Top Sass Alternatives
Less
Tailwind CSS
Tailwind CSS is a customizable, low-level HTML & CSS framework. With Tailwind CSS you can create unique UIs without having to write any CSS. The framework comes with pre-written CSS classes that you can add to HTML elements to build bespoke UI components, your way.
PostCSS
PostCSS is a software development tool that uses JavaScript-based plugins to automate routine CSS operations. The free and open-source library was designed and written by Andrey Sitnik and the community. PostCSS is used in a multitude of web-based application across the web where it helps developer to optimize CSS and bring a better experience to end-users.
The software Materialize CSS is removed from the Top Sass Alternatives since you are comparing against it. If you are looking for more software, applications or projects similar to Sass we recommend you to check out our full list containing 14 Sass Alternatives.
Sass Gallery
What is Materialize CSS?
A modern responsive front-end framework based on Material Design.

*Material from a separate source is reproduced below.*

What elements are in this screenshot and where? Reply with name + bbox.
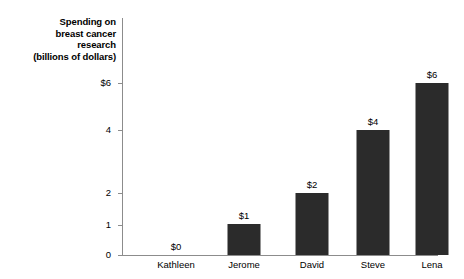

With Materialize CSS you can speedup your design and development process as most of the heavy lifting is done for you with default stylings that incorporate custom components. All principles of Material Design is incorporated into the framework and can be easily utilized with components and animations that provide better feedback to the users of your websites and applications.
How much does Materialize CSS cost?
No pricing information available..
What platforms does Materialize CSS support?
Top Materialize CSS Pros & Cons
Follows material design priciples
Materialize CSS strictly follows Material Design principles and package them in an easy-to-use HTML and CSS framework.
Uses jQuery for interactive components
I don't like the fact that Materialize CSS make heavy use of jQuery throughout its interactive components. jQuery is a heavy library that is not optimized for the modern web, nor does it fit well with other frontend frameworks such as Vue.js, React, Angular or Svelte.
Top Materialize CSS Alternatives
Foundation
Foundation is a free and open-source HTML & CSS framework that can be used to build and design websites and web applicaitons in a structured way.
Bootstrap
A free and open-source HTML and CSS framework dedicated to responsive and mobile-first frontend web development. With Bootstrap developers can get up and running fast without writing boilerplate HTML and CSS. Bootstrap comes packed with design templates and standards for buttons, forms, navigation, typography and interface components. The framework also provides extra interactive JavaScript extensions written specifically for Bootstrap.
Bulma
Bulma is a free and open source HTML & CSS framework based on Flexbox. With Bulma you can quickly design responsive websites with pre-built components that follows web standards and best practices. The framework provides an easy to understand class structure that makes it easy to design websites with well structured code. Bulma is loved by many, and used by more than 200,000 developers worldwide.
The software Sass is removed from the Top Materialize CSS Alternatives since you are comparing against it. If you are looking for more software, applications or projects similar to Materialize CSS we recommend you to check out our full list containing 9 Materialize CSS Alternatives.